The fighting will also become deadlier and pose a greater threat to regional security as the military and resistance forces use more sophisticated weaponry and increasingly rely on the drug trade for income. Over the past two years, the post-coup conflict in Myanmar has devolved into an asymmetric war of attrition — and one where both sides are deploying deadlier weapons. The Tatmadaw's tactical shift toward precision airstrikes, heavy artillery and heliborne operations has intensified. Resistance forces, too, have begun rigging civilian drones for military purposes to conduct increasingly destructive attacks. In 2022, rebel groups reportedly conducted 642 drone strikes — a number likely to increase over the next year as the war rages on. Adding to regional security concerns is the junta and rebel groups' growing reliance on the illicit drug trade to generate revenue due to the economic fallout from the ongoing conflict. A Jan. 26 report released by the U.N. Office on Drugs and Crime found that opium cultivation in Myanmar increased by 33% in 2022. The country has also seen a significant increase in methamphetamine production. The outflow of narcotics from Myanmar has already caused drug prices to plummet in black markets across Southeast Asia by oversaturating supply. Smuggling has also driven increasingly frequent violent incidents along the Thai-Myanmar border, leading to multiple fatal shootouts in recent months.
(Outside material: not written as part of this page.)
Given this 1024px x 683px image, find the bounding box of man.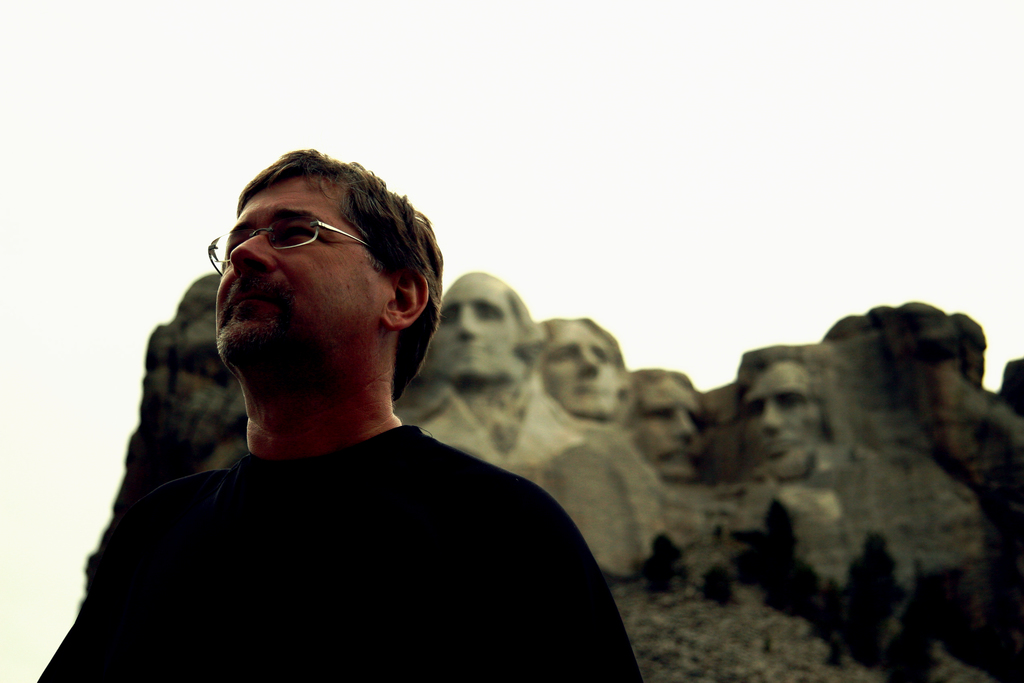
<bbox>531, 317, 636, 424</bbox>.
- The narcotics economy now outpaces the formal economy in several localities in Myanmar as the country's war-torn economy drives the junta, rebel groups and farmers to increasingly rely on the drug trade for income. The drug trade further empowers criminal organizations and fuels money laundering networks, creating add-on regional security and socioeconomic risks that will likely worsen the longer the country remains engulfed in conflict.
The volatility created by the ongoing conflict, combined with Western sanctions, will continue to severely inhibit Myanmar's business environment and economic growth. Myanmar's economy is projected to have expanded slightly in 2022 after contracting 18% the previous year in the wake of the coup and subsequent war. While business operations in the country on average remain well below full capacity, more firms also reported that their operation capacities had improved during the fourth quarter of 2022, according to a recent survey conducted by the World Bank. That same survey found that firms reporting conflict as their most prominent challenge also decreased at the end of the last year, while firms reporting no operational challenges increased. But while these are positive signs, there is little chance the country's greater economic conditions will improve to pre-coup levels in the short term due to sanctions, foreign currency shortages and the continued depreciation of the kyat (Myanmar's local currency). But while Myanmar's economy is rebounding from its low point in 2021, per capita GDP remains 13% lower than it was in 2019. Businesses that wish to enter or stay in the market face acute reputational and sanctions risks as most economic sectors are tied to the Tatmadaw, and Western companies are increasingly ending operations in the country. However, East and Southeast Asian firms remain interested in pursuing business opportunities as ASEAN inaction enables Myanmar to maintain access to the bloc's open trade framework.
- The kyat's value against the U.S. dollar has dropped by more than 60% since Myanmar's military seized power on Feb. 1, 2021.
- In July 2022, Thai state-owned oil and gas conglomerate PTT Exploration and Production Pcl took over operations of Myanmar's Yadana gas field following U.S.-based Chevron and France-based TotalEnergies' exits from the country, for which they cited the junta's human rights violations.